Obviously they try to be as proactive as possible in sales prep.

“But so much of farming is about reacting,” Barbe accepts. “And being tuned in. And accepting that what will be, will be. So yes, it keeps everything fresh. During Covid, it was the horses that kept me sane: the bonds, the empathy, were amazing. When I go away for business, I get to be a different person. But then I come back here, and I prize it: I'm in heaven on earth.”

With that inquiring mind, Barbe has relished learning pedigrees. Indeed, while stressing her gratitude to advisors at Taylor Made, it was she who found Letchworth at the 2019 January Sale: unraced, but out of Grade I winner Harmony Lodge (Hennessy).

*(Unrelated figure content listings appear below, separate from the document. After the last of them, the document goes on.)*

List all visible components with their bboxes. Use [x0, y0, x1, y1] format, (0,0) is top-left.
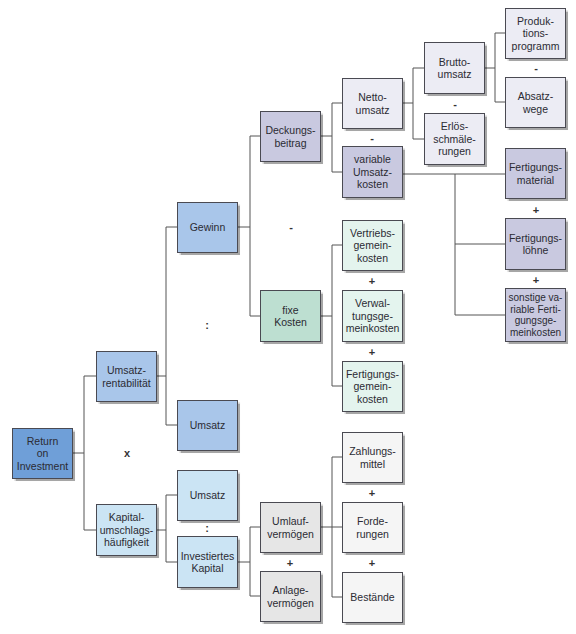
roi-tree-diagram: Return on Investment Umsatz- rentabilitä…: [0, 0, 576, 634]
node-fertigungsloehne: Fertigungs- löhne: [505, 218, 566, 270]
node-forderungen: Forde- rungen: [342, 502, 403, 553]
node-bruttoumsatz: Brutto- umsatz: [424, 42, 485, 94]
node-nettoumsatz: Netto- umsatz: [342, 78, 403, 129]
node-sonstige-variable-fertigungsgemeinkosten: sonstige va- riable Ferti- gungsge- mein…: [505, 288, 566, 342]
node-zahlungsmittel: Zahlungs- mittel: [342, 432, 403, 483]
node-kapitalumschlagshaeufigkeit: Kapital- umschlags- häufigkeit: [96, 504, 157, 556]
node-bestaende: Bestände: [342, 572, 403, 623]
node-fixe-kosten: fixe Kosten: [260, 290, 321, 342]
operator-plus-fixkosten-1: +: [369, 275, 375, 287]
operator-plus-umlauf-1: +: [369, 487, 375, 499]
operator-minus-nettoumsatz: -: [453, 98, 457, 110]
node-fertigungsmaterial: Fertigungs- material: [505, 148, 566, 199]
node-anlagevermoegen: Anlage- vermögen: [260, 571, 321, 622]
operator-plus-kapital: +: [287, 557, 293, 569]
operator-plus-fixkosten-2: +: [369, 346, 375, 358]
node-umlaufvermoegen: Umlauf- vermögen: [260, 502, 321, 553]
node-return-on-investment: Return on Investment: [12, 428, 73, 479]
operator-minus-gewinn: -: [289, 221, 293, 233]
node-produktionsprogramm: Produk- tions- programm: [505, 8, 566, 59]
operator-divide-rentabilitaet: :: [205, 319, 209, 331]
operator-divide-umschlag: :: [205, 522, 209, 534]
operator-plus-variable-1: +: [533, 204, 539, 216]
node-deckungsbeitrag: Deckungs- beitrag: [260, 111, 321, 162]
node-vertriebsgemeinkosten: Vertriebs- gemein- kosten: [342, 220, 403, 271]
operator-minus-bruttoumsatz: -: [534, 62, 538, 74]
node-investiertes-kapital: Investiertes Kapital: [177, 536, 238, 588]
operator-plus-umlauf-2: +: [369, 557, 375, 569]
node-umsatz-rentabilitaet: Umsatz: [177, 400, 238, 451]
node-umsatz-kapital: Umsatz: [177, 470, 238, 521]
node-erloesschmaelerungen: Erlös- schmäle- rungen: [424, 113, 485, 165]
node-umsatzrentabilitaet: Umsatz- rentabilität: [96, 351, 157, 402]
operator-minus-deckungsbeitrag: -: [370, 132, 374, 144]
node-verwaltungsgemeinkosten: Verwal- tungsge- meinkosten: [342, 290, 403, 342]
node-fertigungsgemeinkosten: Fertigungs- gemein- kosten: [342, 361, 403, 412]
node-absatzwege: Absatz- wege: [505, 77, 566, 128]
node-variable-umsatzkosten: variable Umsatz- kosten: [342, 146, 403, 198]
operator-plus-variable-2: +: [533, 274, 539, 286]
node-gewinn: Gewinn: [177, 202, 238, 253]
operator-multiply: x: [124, 447, 130, 459]
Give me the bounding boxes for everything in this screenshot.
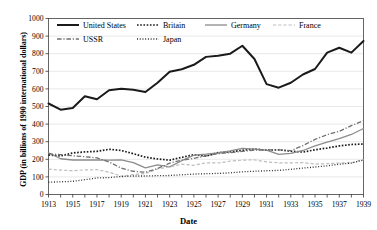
series-line (49, 41, 364, 110)
x-tick-label: 1935 (307, 200, 322, 209)
legend-label: Germany (231, 21, 261, 30)
x-tick-label: 1917 (89, 200, 104, 209)
series-line (49, 160, 364, 182)
x-tick-label: 1931 (259, 200, 274, 209)
y-tick-label: 800 (32, 49, 44, 58)
legend-label: USSR (83, 35, 104, 44)
x-tick-label: 1933 (283, 200, 298, 209)
x-tick-label: 1921 (138, 200, 153, 209)
legend-label: Japan (163, 35, 181, 44)
y-tick-label: 500 (32, 102, 44, 111)
x-axis-tick-labels: 1913191519171919192119231925192719291931… (41, 200, 371, 209)
x-tick-label: 1923 (162, 200, 177, 209)
y-tick-label: 100 (32, 173, 44, 182)
data-series-layer (49, 41, 364, 182)
x-tick-label: 1925 (186, 200, 201, 209)
y-tick-label: 200 (32, 155, 44, 164)
y-tick-label: 0 (40, 190, 44, 199)
x-tick-label: 1927 (211, 200, 226, 209)
legend-label: France (299, 21, 321, 30)
legend-label: United States (83, 21, 126, 30)
series-line (49, 129, 364, 168)
y-tick-label: 400 (32, 120, 44, 129)
chart-plot-area: 01002003004005006007008009001000 1913191… (0, 0, 377, 230)
chart-legend: United StatesBritainGermanyFranceUSSRJap… (57, 21, 321, 44)
y-tick-label: 900 (32, 32, 44, 41)
series-line (49, 159, 364, 176)
y-tick-label: 600 (32, 85, 44, 94)
y-tick-label: 1000 (28, 14, 43, 23)
y-axis-tick-labels: 01002003004005006007008009001000 (28, 14, 43, 199)
x-tick-label: 1939 (356, 200, 371, 209)
x-tick-label: 1937 (332, 200, 347, 209)
axis-ticks (46, 19, 364, 198)
x-tick-label: 1929 (235, 200, 250, 209)
x-tick-label: 1915 (65, 200, 80, 209)
legend-label: Britain (163, 21, 185, 30)
y-tick-label: 300 (32, 137, 44, 146)
y-tick-label: 700 (32, 67, 44, 76)
x-tick-label: 1913 (41, 200, 56, 209)
x-tick-label: 1919 (114, 200, 129, 209)
chart-figure: GDP (in billions of 1990 international d… (0, 0, 377, 230)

“The inner nerd takes over, reads every page of every book,” she says with a laugh. “It was one of our first sales, she was pregnant to Constitution, who at that point was an unproven 'bubble' horse. We knew that bloodlines plus black type would be out of our range, so we had to choose–and we went with bloodlines. So I dragged Roy to see her, and she's big and beautiful. At first Taylor Made said, 'Hmm, don't know, what are you going to do with the baby?' And we said we weren't buying for the baby, so they went and looked at the mare and said actually she's really nice.”

And, in the event, the baby turned out to be an unexpected bonus. Constitution's first juveniles flew, and this colt–from his third crop–proved formidable in every way. Barbe shares footage of him bucking and careering round a paddock when barely a week old.

We the People as a foal | Courtesy Henley Farms

“He was strong-willed and aggressive,” she recalls. “Like, if you turned your back, he playfully bit you. He literally came out bucking. He'd cow kick. He was high-spirited, independent, fearless. The mare's Audible colt, he's massive too, but you can walk into the box and pet him. You couldn't have done that with We the People.”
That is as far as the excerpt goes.